SWAMPSCOTT — The Select Board voted to extend the excavating company Holcim Inc.’s earth-removal permit by six months Wednesday night, while the town and the company work to resolve Holcim’s pending litigation against the Town of Swampscott.
Since the Select Board initially voted to approve a three-month permit extension on June 26 to give both parties time to resolve the lawsuit, Select Board member Peter Spellios said discussions between Holcim and Swampscott have not yet produced any tangible results.
“There were ongoing discussions between the parties to try and resolve the litigation. Those haven’t, to date, materialized into a definitive result,” Spellios said.
Holcim, formerly known as Aggregate Industries, has conducted excavating operations at the quarry on the border between Swampscott and Salem for more than a century.
In November 2021, Holcim filed a complaint in U.S. District Court in Boston, claiming the town regulated and restricted Holcim’s business operations in order to take the site — physically and through regulation — after the town restricted its earth-removal permit.
The company also claimed that by limiting the number of blasts Holcim can carry out each year to 50 and limiting the depth to which the company can blast, the town’s regulations would cost Holcim $34 million in lost revenue throughout the course of 19 years and render parts of the operation useless.
When Select Board Chair David Grishman suggested that the board vote to approve another four-month permit extension, Select Board member MaryEllen Fletcher proposed extending Holcim’s permit by six months instead.
In response, Spellios said that the town’s Earth Removal Advisory Committee had drafted a separate earth-removal permit in the event that the litigation could not be resolved and had limited its permit extension to only a few months at a time for that reason.
“ERAC has actually put forth a different permit than the one that we’re currently extending for this year, so if these were to break down, for example, and hypothetically speaking a settlement wasn’t to be had, ERAC has put forth some recommendations on this year’s permit,” Spellios said.
Spellios added that a four-month permit extension would not differ fundamentally from a six-month one, and supported Fletcher’s suggestion. The Select Board voted unanimously to extend Holcim’s permit until the end of March and set an exact date at its Oct. 4 meeting.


### ASSIGNMENT
Working line by line, output the entries below exactly as they appear.

### MATERIAL SUPPLIED
·····

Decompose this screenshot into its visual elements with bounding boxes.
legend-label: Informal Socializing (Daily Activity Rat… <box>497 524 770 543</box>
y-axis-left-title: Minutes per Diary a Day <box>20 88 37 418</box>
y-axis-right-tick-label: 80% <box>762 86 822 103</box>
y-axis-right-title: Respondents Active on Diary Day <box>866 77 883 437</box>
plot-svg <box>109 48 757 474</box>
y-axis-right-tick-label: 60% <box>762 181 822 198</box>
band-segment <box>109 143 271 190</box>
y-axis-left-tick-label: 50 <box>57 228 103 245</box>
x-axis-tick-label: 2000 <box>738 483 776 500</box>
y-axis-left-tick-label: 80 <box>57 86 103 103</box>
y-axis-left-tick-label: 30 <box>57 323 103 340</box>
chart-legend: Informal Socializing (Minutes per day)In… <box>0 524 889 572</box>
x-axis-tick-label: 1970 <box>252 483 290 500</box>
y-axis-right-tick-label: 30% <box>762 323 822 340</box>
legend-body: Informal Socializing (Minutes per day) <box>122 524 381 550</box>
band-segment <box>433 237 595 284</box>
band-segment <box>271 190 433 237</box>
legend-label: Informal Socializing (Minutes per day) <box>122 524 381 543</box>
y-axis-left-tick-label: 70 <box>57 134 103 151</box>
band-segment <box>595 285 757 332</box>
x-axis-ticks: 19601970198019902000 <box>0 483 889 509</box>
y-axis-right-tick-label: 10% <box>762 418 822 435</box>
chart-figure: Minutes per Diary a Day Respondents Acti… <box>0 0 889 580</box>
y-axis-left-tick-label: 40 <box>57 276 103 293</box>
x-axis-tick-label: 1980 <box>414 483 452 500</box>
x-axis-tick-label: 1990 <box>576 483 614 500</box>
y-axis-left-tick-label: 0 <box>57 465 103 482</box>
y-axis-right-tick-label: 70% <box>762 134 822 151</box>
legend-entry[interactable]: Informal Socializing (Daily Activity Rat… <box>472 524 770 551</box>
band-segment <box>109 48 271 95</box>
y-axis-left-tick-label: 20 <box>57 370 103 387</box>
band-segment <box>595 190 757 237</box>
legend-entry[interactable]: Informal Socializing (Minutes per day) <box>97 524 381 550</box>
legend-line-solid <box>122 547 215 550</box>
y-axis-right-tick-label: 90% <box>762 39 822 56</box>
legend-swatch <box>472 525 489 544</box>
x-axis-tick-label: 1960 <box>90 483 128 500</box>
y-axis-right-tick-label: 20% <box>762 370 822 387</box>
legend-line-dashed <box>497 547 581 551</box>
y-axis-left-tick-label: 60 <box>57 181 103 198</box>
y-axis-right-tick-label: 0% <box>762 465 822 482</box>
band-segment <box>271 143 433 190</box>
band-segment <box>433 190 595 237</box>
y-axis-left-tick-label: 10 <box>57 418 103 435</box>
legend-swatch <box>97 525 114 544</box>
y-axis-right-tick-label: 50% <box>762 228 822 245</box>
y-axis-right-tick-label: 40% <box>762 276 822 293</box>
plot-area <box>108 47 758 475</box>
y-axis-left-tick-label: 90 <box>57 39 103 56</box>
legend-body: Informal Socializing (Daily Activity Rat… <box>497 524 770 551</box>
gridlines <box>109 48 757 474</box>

·····

### OUTPUT FOR THIS EXERCISE
Decompose this screenshot into its visual elements with bounding boxes.
legend-label: Informal Socializing (Daily Activity Rat… <box>497 524 770 543</box>
y-axis-left-title: Minutes per Diary a Day <box>20 88 37 418</box>
y-axis-right-tick-label: 80% <box>762 86 822 103</box>
y-axis-right-title: Respondents Active on Diary Day <box>866 77 883 437</box>
plot-svg <box>109 48 757 474</box>
y-axis-right-tick-label: 60% <box>762 181 822 198</box>
band-segment <box>109 143 271 190</box>
y-axis-left-tick-label: 50 <box>57 228 103 245</box>
x-axis-tick-label: 2000 <box>738 483 776 500</box>
y-axis-left-tick-label: 80 <box>57 86 103 103</box>
y-axis-left-tick-label: 30 <box>57 323 103 340</box>
chart-legend: Informal Socializing (Minutes per day)In… <box>0 524 889 572</box>
x-axis-tick-label: 1970 <box>252 483 290 500</box>
y-axis-right-tick-label: 30% <box>762 323 822 340</box>
legend-body: Informal Socializing (Minutes per day) <box>122 524 381 550</box>
band-segment <box>433 237 595 284</box>
band-segment <box>271 190 433 237</box>
legend-label: Informal Socializing (Minutes per day) <box>122 524 381 543</box>
y-axis-left-tick-label: 70 <box>57 134 103 151</box>
band-segment <box>595 285 757 332</box>
x-axis-ticks: 19601970198019902000 <box>0 483 889 509</box>
y-axis-right-tick-label: 10% <box>762 418 822 435</box>
chart-figure: Minutes per Diary a Day Respondents Acti… <box>0 0 889 580</box>
y-axis-left-tick-label: 40 <box>57 276 103 293</box>
x-axis-tick-label: 1980 <box>414 483 452 500</box>
x-axis-tick-label: 1990 <box>576 483 614 500</box>
y-axis-left-tick-label: 0 <box>57 465 103 482</box>
y-axis-right-tick-label: 70% <box>762 134 822 151</box>
legend-entry[interactable]: Informal Socializing (Daily Activity Rat… <box>472 524 770 551</box>
band-segment <box>109 48 271 95</box>
y-axis-left-tick-label: 20 <box>57 370 103 387</box>
band-segment <box>595 190 757 237</box>
legend-entry[interactable]: Informal Socializing (Minutes per day) <box>97 524 381 550</box>
legend-line-solid <box>122 547 215 550</box>
y-axis-right-tick-label: 90% <box>762 39 822 56</box>
legend-swatch <box>472 525 489 544</box>
x-axis-tick-label: 1960 <box>90 483 128 500</box>
y-axis-right-tick-label: 20% <box>762 370 822 387</box>
legend-line-dashed <box>497 547 581 551</box>
y-axis-left-tick-label: 60 <box>57 181 103 198</box>
y-axis-right-tick-label: 0% <box>762 465 822 482</box>
band-segment <box>271 143 433 190</box>
band-segment <box>433 190 595 237</box>
y-axis-left-tick-label: 10 <box>57 418 103 435</box>
legend-swatch <box>97 525 114 544</box>
y-axis-right-tick-label: 50% <box>762 228 822 245</box>
y-axis-right-tick-label: 40% <box>762 276 822 293</box>
plot-area <box>108 47 758 475</box>
y-axis-left-tick-label: 90 <box>57 39 103 56</box>
legend-body: Informal Socializing (Daily Activity Rat… <box>497 524 770 551</box>
gridlines <box>109 48 757 474</box>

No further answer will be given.